When base hooks need icons, pass a factory function:

tsx
1// Base hook accepts optional icon factory 2export function useCombinedResourceList( 3 providers: ResourceProvider[] | undefined, 4 search: string, 5 createMcpIcon?: (serverName: string) => React.ReactNode, 6) { 7 /* ... */ 8} 9 10// Styled layer provides the factory 11const resources = useCombinedResourceList(providers, search, (serverName) => ( 12 <McpServerIcon name={serverName} className="w-4 h-4" /> 13));

CSS Variants

tsx
1const inputVariants = cva("w-full", { 2 variants: { 3 variant: { 4 default: "", 5 solid: "[&>div]:shadow-xl [&>div]:ring-1", 6 bordered: "[&>div]:border-2", 7 }, 8 }, 9});

Layout Logic, Visual Sub-Components, Custom Data Fetching

These all stay in the styled layer. Base handles behavior; styled handles presentation.

Type Handling

Handle ref type differences between base and styled components:

tsx
1// Base context may have RefObject<T | null> 2// Styled component may need RefObject<T> 3<TextEditor ref={editorRef as React.RefObject<TamboEditor>} />

Anti-Patterns

  • Re-implementing base logic - if base handles it, compose it
  • Using render props for styling - prefer data-* classes; render props are for behavior changes
  • Duplicating context in wrapper - use base Root which provides context
  • Hardcoding icons in base hooks - use factory functions to keep styling in styled layer

Related Skills

Looking for an alternative to creating-styled-wrappers or building a Categories.community AI Agent? Explore these related open-source MCP Servers.

View All

widget-generator

Logo of f
f

widget-generator is an open-source AI agent skill for creating widget plugins that are injected into prompt feeds on prompts.chat. It supports two rendering modes: standard prompt widgets using default PromptCard styling and custom render widgets built as full React components.

149.6k
0
Design

chat-sdk

Logo of lobehub
lobehub

chat-sdk is a unified TypeScript SDK for building chat bots across multiple platforms, providing a single interface for deploying bot logic.

73.0k
0
Communication

zustand

Logo of lobehub
lobehub

The ultimate space for work and life — to find, build, and collaborate with agent teammates that grow with you.

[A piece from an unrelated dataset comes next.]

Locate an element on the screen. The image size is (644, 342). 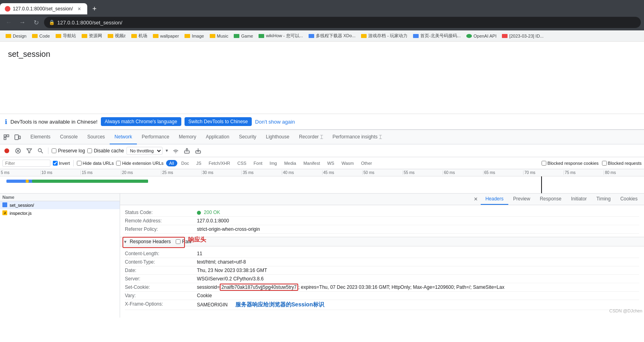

We are taking agent harness to the next level — enabling multi-agent collaboration, effortless agent team design, and introducing agents as the unit of work interaction.

72.8k
0
Communication

data-fetching

Logo of lobehub
lobehub

The ultimate space for work and life — to find, build, and collaborate with agent teammates that grow with you. We are taking agent harness to the next level — enabling multi-agent collaboration, effortless agent team design, and introducing agents as the unit of work interaction.